TASK DATA START

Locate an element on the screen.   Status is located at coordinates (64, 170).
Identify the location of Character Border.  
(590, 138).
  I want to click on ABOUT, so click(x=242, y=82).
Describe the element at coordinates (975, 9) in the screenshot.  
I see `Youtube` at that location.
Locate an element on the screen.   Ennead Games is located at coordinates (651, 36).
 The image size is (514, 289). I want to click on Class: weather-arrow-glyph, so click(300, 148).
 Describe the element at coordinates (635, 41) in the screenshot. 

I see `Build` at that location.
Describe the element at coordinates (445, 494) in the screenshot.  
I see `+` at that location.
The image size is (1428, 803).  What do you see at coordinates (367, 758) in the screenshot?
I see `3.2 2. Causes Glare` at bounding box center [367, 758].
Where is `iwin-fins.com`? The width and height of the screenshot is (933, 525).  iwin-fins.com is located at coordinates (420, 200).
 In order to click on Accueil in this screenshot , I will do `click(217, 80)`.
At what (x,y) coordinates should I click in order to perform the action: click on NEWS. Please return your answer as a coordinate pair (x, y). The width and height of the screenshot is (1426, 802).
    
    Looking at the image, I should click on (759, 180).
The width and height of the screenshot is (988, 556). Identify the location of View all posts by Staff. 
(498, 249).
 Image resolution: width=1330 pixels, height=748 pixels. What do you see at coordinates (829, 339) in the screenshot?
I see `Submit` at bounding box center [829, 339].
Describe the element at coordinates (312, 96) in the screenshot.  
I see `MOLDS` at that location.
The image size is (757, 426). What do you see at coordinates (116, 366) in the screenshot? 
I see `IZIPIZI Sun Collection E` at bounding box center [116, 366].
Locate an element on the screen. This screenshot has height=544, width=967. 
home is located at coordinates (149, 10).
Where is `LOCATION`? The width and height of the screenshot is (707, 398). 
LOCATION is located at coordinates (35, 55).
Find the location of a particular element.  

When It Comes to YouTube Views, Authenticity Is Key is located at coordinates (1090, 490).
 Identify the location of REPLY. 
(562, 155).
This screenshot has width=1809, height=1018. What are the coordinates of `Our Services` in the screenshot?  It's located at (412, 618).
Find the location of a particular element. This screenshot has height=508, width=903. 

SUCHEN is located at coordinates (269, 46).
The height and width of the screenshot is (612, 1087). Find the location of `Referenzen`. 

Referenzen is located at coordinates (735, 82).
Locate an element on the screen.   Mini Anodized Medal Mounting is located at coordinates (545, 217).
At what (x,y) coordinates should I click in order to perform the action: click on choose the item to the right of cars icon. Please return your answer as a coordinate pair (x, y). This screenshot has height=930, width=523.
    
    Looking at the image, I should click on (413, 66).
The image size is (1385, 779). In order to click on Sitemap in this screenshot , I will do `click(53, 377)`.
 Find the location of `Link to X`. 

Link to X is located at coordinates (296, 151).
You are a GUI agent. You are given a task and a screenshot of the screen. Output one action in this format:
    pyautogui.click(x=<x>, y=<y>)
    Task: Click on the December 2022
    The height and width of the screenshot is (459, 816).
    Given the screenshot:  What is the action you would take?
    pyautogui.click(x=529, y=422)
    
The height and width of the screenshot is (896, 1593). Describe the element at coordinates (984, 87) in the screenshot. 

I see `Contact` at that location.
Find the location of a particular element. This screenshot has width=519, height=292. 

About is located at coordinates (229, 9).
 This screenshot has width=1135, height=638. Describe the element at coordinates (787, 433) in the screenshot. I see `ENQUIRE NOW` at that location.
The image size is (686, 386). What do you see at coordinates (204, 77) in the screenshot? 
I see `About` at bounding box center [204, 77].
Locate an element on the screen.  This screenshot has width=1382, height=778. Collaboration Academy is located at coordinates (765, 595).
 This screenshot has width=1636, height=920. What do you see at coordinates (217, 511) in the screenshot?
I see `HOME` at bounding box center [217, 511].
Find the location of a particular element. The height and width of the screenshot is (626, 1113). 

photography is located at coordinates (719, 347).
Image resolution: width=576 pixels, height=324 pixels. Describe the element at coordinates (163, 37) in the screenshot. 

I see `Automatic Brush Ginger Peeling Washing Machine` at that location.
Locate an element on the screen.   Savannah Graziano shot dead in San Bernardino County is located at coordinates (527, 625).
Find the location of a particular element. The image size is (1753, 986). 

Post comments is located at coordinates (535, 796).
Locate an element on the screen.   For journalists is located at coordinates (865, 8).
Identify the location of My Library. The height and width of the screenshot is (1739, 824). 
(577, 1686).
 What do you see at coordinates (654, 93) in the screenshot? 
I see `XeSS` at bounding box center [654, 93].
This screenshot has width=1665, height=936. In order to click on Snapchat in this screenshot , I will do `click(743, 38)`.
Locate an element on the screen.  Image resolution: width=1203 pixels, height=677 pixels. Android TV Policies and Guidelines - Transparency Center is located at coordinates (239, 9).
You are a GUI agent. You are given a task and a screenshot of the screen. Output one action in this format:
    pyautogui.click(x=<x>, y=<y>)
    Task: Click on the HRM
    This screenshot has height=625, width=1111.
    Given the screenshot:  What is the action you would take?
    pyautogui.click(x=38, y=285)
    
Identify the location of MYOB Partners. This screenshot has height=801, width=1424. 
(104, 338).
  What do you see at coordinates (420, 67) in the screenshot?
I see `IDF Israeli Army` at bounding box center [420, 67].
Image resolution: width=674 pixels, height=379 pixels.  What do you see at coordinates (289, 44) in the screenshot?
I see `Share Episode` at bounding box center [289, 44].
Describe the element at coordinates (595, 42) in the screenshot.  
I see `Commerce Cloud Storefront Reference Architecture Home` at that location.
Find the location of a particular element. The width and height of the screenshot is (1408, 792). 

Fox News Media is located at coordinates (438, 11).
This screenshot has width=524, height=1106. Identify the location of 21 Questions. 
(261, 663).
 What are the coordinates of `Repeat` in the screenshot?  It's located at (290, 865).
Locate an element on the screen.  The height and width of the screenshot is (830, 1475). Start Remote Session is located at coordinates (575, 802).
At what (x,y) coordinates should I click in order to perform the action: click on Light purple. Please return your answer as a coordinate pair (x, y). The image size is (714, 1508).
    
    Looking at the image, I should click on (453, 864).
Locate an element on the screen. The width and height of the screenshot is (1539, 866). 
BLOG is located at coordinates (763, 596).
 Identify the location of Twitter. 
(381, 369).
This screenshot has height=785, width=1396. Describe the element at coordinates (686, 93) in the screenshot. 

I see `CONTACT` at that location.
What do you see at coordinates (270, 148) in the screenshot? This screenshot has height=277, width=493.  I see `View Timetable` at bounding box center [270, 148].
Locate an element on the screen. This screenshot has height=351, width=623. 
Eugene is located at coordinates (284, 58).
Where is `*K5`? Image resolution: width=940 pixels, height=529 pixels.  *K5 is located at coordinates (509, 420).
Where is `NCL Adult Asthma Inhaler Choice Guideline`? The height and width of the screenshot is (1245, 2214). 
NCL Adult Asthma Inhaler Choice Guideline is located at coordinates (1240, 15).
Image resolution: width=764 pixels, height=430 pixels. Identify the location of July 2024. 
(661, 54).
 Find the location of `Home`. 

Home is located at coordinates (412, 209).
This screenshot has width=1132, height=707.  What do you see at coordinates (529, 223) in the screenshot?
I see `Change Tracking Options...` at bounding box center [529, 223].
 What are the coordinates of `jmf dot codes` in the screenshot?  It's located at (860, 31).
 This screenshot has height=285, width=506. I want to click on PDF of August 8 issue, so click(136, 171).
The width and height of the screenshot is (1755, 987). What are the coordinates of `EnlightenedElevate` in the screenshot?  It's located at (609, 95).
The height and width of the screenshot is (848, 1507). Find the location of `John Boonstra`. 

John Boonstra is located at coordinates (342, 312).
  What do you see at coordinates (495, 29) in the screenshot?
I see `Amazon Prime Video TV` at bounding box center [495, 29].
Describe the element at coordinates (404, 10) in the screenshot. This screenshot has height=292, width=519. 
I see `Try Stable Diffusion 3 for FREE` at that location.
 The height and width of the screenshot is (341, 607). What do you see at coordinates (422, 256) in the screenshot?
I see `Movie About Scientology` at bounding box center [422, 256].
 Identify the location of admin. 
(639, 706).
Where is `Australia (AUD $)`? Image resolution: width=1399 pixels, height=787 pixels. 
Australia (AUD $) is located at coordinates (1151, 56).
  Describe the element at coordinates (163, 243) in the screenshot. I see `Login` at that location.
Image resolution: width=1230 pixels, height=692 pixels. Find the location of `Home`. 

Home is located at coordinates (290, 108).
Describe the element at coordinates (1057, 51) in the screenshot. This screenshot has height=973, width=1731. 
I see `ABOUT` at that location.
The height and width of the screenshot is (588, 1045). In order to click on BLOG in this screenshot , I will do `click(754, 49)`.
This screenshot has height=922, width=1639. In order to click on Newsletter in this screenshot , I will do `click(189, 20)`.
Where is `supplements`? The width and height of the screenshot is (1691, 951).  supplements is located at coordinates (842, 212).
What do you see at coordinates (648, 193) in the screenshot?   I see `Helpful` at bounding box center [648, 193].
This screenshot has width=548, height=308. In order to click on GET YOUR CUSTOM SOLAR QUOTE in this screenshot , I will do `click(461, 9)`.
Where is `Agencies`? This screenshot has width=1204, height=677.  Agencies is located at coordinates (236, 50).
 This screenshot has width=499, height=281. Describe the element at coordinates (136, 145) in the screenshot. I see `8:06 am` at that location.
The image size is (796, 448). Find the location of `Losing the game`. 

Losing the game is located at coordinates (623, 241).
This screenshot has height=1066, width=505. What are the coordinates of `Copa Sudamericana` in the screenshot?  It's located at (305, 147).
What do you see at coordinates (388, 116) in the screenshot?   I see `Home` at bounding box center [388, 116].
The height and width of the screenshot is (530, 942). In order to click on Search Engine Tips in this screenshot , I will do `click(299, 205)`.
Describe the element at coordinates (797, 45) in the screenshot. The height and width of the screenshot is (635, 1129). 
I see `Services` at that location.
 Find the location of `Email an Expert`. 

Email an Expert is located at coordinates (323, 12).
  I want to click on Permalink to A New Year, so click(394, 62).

TASK DATA END

*WORK ORDER*. Give back exactly the lines of the listing above that run from the line with "Locate an element on the screen. The" to the line with "The width and height of the screenshot is (1755, 987).", inclusive.

*ANSWER SPACE*.
Locate an element on the screen. The width and height of the screenshot is (1539, 866). 
BLOG is located at coordinates (763, 596).
 Identify the location of Twitter. 
(381, 369).
This screenshot has height=785, width=1396. Describe the element at coordinates (686, 93) in the screenshot. 

I see `CONTACT` at that location.
What do you see at coordinates (270, 148) in the screenshot? This screenshot has height=277, width=493.  I see `View Timetable` at bounding box center [270, 148].
Locate an element on the screen. This screenshot has height=351, width=623. 
Eugene is located at coordinates (284, 58).
Where is `*K5`? Image resolution: width=940 pixels, height=529 pixels.  *K5 is located at coordinates (509, 420).
Where is `NCL Adult Asthma Inhaler Choice Guideline`? The height and width of the screenshot is (1245, 2214). 
NCL Adult Asthma Inhaler Choice Guideline is located at coordinates (1240, 15).
Image resolution: width=764 pixels, height=430 pixels. Identify the location of July 2024. 
(661, 54).
 Find the location of `Home`. 

Home is located at coordinates (412, 209).
This screenshot has width=1132, height=707.  What do you see at coordinates (529, 223) in the screenshot?
I see `Change Tracking Options...` at bounding box center [529, 223].
 What are the coordinates of `jmf dot codes` in the screenshot?  It's located at (860, 31).
 This screenshot has height=285, width=506. I want to click on PDF of August 8 issue, so click(136, 171).
The width and height of the screenshot is (1755, 987). What are the coordinates of `EnlightenedElevate` in the screenshot?  It's located at (609, 95).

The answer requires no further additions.